Amortized analysis determines the average cost per operation over a sequence of operations, even when individual operations vary in cost. The key insight is that expensive operations (like resizing a dynamic array) happen infrequently enough that their cost is spread — amortized — over many cheap operations. Three common methods are aggregate analysis, the accounting method, and the potential method. Dynamic array append is O(1) amortized even though periodic resizing costs O(n).
Study the dynamic array append operation as the canonical example. Work through both the aggregate method (total cost / n operations) and the accounting method (assign credits to operations) to build intuition for each approach.
You already know how to analyze the worst-case time complexity of individual operations using Big-O notation. But sometimes worst-case analysis per operation is misleadingly pessimistic. Consider appending to a dynamic array that doubles its capacity when full. The occasional resize copies all n elements — O(n) work — but most appends just write to the next slot in O(1). If you report the append operation as O(n) worst-case, you dramatically overstate its typical cost. Amortized analysis resolves this by asking: what is the total cost of n operations, divided by n?
The simplest method is aggregate analysis. For the dynamic array, start with capacity 1 and append n elements. Resizes happen at sizes 1, 2, 4, 8, ..., up to n, copying 1 + 2 + 4 + ... + n ≈ 2n elements total. Add the n constant-time writes, and the total work is about 3n. Divide by n operations, and each append costs O(1) amortized. The expensive resizes are rare enough that their cost, spread across all operations, vanishes into a constant.
The accounting method offers a different intuition. Instead of computing totals after the fact, you assign each operation a fixed "charge" — its amortized cost — and show that the accumulated credit always covers future expenses. For dynamic array appends, charge each append 3 units: 1 unit to write the element, and 2 units saved as credit. When a resize happens, every element that needs copying has 2 units of prepaid credit sitting on it — exactly enough to cover the copy. The charges never go negative, which proves the amortized bound is valid. Think of it like paying a subscription: a steady monthly fee covers the occasional expensive repair.
The potential method formalizes this with a potential function Φ that maps the data structure's state to a non-negative number representing stored-up "energy." The amortized cost of an operation equals its actual cost plus the change in potential. For cheap operations, potential increases (energy stored); for expensive operations, potential decreases (energy released to pay for the work). As long as potential never drops below its initial value, the sum of amortized costs bounds the sum of actual costs. This method is the most powerful of the three — it handles complex data structures like splay trees and Fibonacci heaps where the accounting method becomes unwieldy.

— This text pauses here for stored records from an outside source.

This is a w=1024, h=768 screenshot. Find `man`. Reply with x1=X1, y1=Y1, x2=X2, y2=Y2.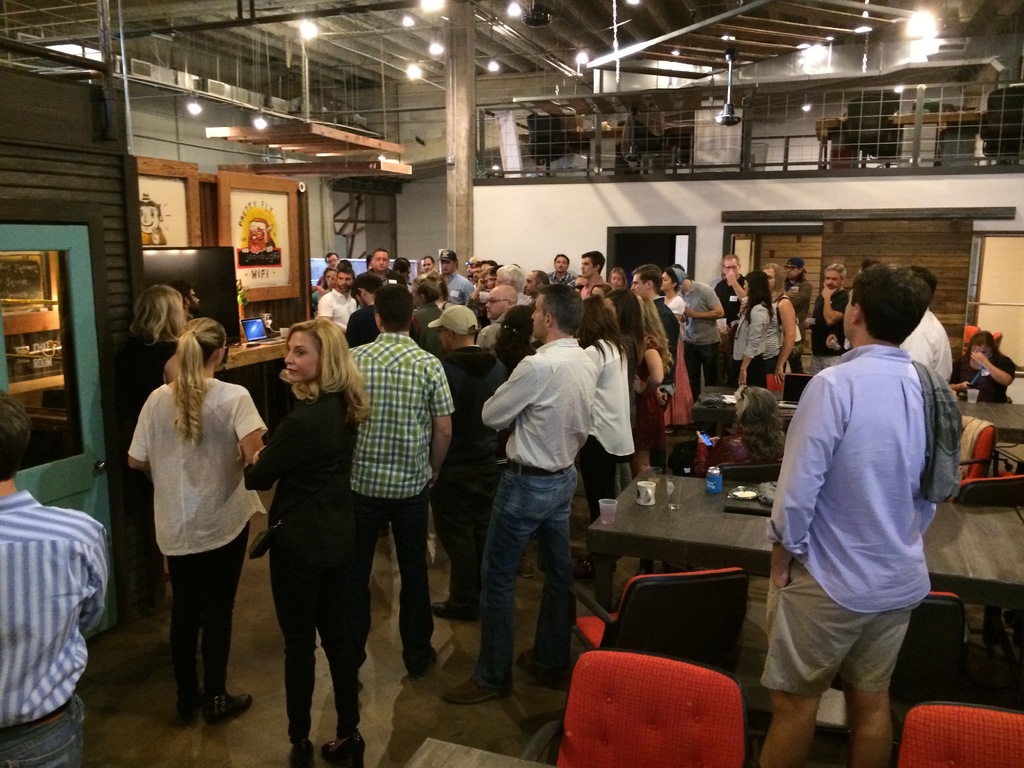
x1=322, y1=265, x2=355, y2=333.
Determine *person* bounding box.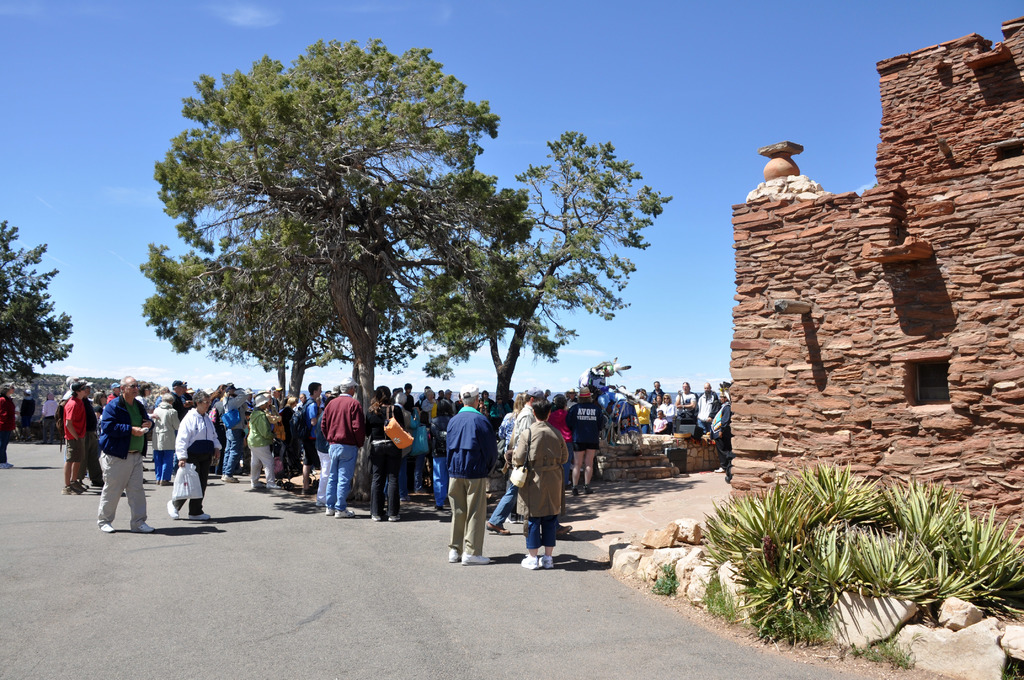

The critical distinction from your prerequisite knowledge: amortized cost is not average-case cost. Average-case analysis assumes a probability distribution over inputs. Amortized analysis makes no probabilistic assumptions — it guarantees that *any* sequence of n operations costs at most n times the amortized bound. It is a worst-case guarantee over sequences, not over individual operations. This is what makes it trustworthy for algorithm design: you can rely on O(1) amortized append cost regardless of the input pattern.